Nigeria does not have a history of expropriating private investors’ assets, but it is possible that our ratings in this respect may deteriorate as we begin to seek to change oil sector contracts, cancel concluded privatisation transactions, cancel 2.3GHz spectrum auctions validly carried out by the NCC etc. The financial sectors’ increased capacity meant that it was reasonably easy for large businesses to access credit. Even then small and medium enterprises still have difficulty securing credit and the banks have recently become tighter with loans in the wake of the margin loan crisis. The rating of 90th in enforcing contracts is perhaps generous considering the length of time commercial litigation consumes but the ratings with starting and closing a business reflect the improved services at the Corporate Affairs Commission and Nigerian Investment Promotion Commission.
The areas in which we did very poorly will not surprise anyone-paying taxes (120), cross-border trade (144), construction permits (151) and registering property (176).

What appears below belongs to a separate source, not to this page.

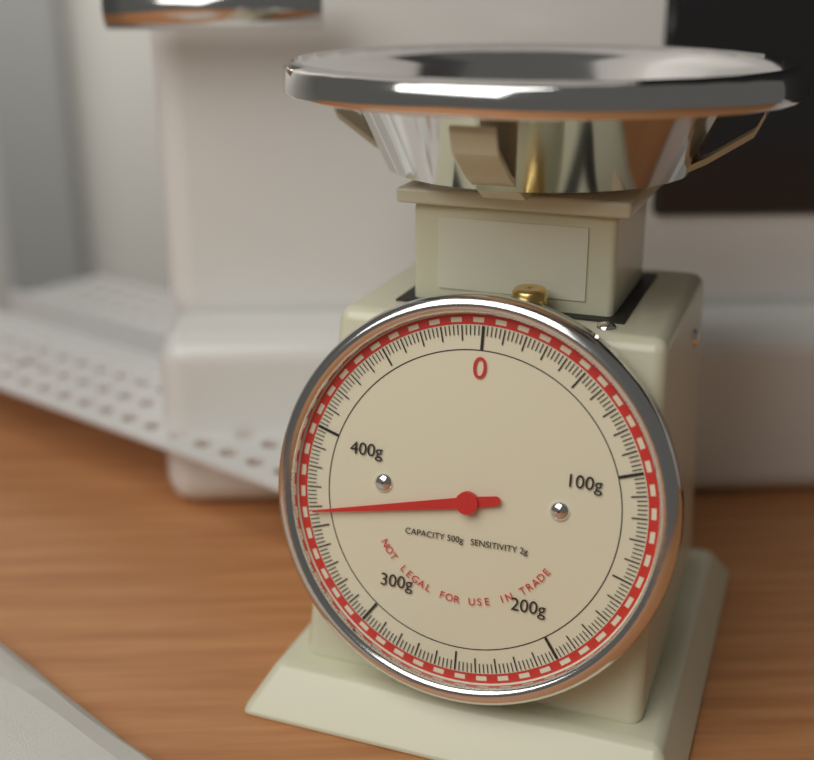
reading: 358 g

The problem of multiplicity of taxes, rates and charges by federal, state and municipal authorities and arbitrary imposition of new charges at every whim is a major problem for businesses. The rating for cross-border trade reflects the continuing problems with the ports, customs, foreign currency procurement and borders and the severe logistics constraints that Nigerian businesses have to contend with. The last two poor ratings are also consistent with expectations. It is easier (and cheaper) for a camel to pass through the eye of a needle than for a business to register interest in land and obtain construction approvals from town planning authorities. In terms of registering landed property, there are only five countries in the world worse than Nigeria!
No Nigerian business person will argue with any of these ratings which are obtained on the basis of surveys of businesses operating in each rated economy or country. If we want to attain the objectives of Vision 2020 clearly we have to do better. If we must be one of the top twenty economies in the world, is it not reasonable that we seek to be in the top twenty in terms of the ease of doing business amongst global economies? We need private capital in power, transport systems and infrastructure, manufacturing, agriculture, mining, health and educational facilities, tourism and services (financial, ICT, logistics etc) and other sectors if we are to grow this economy at the desired speed. We can’t get that private capital if businesses believe our business environment is mostly hostile to business.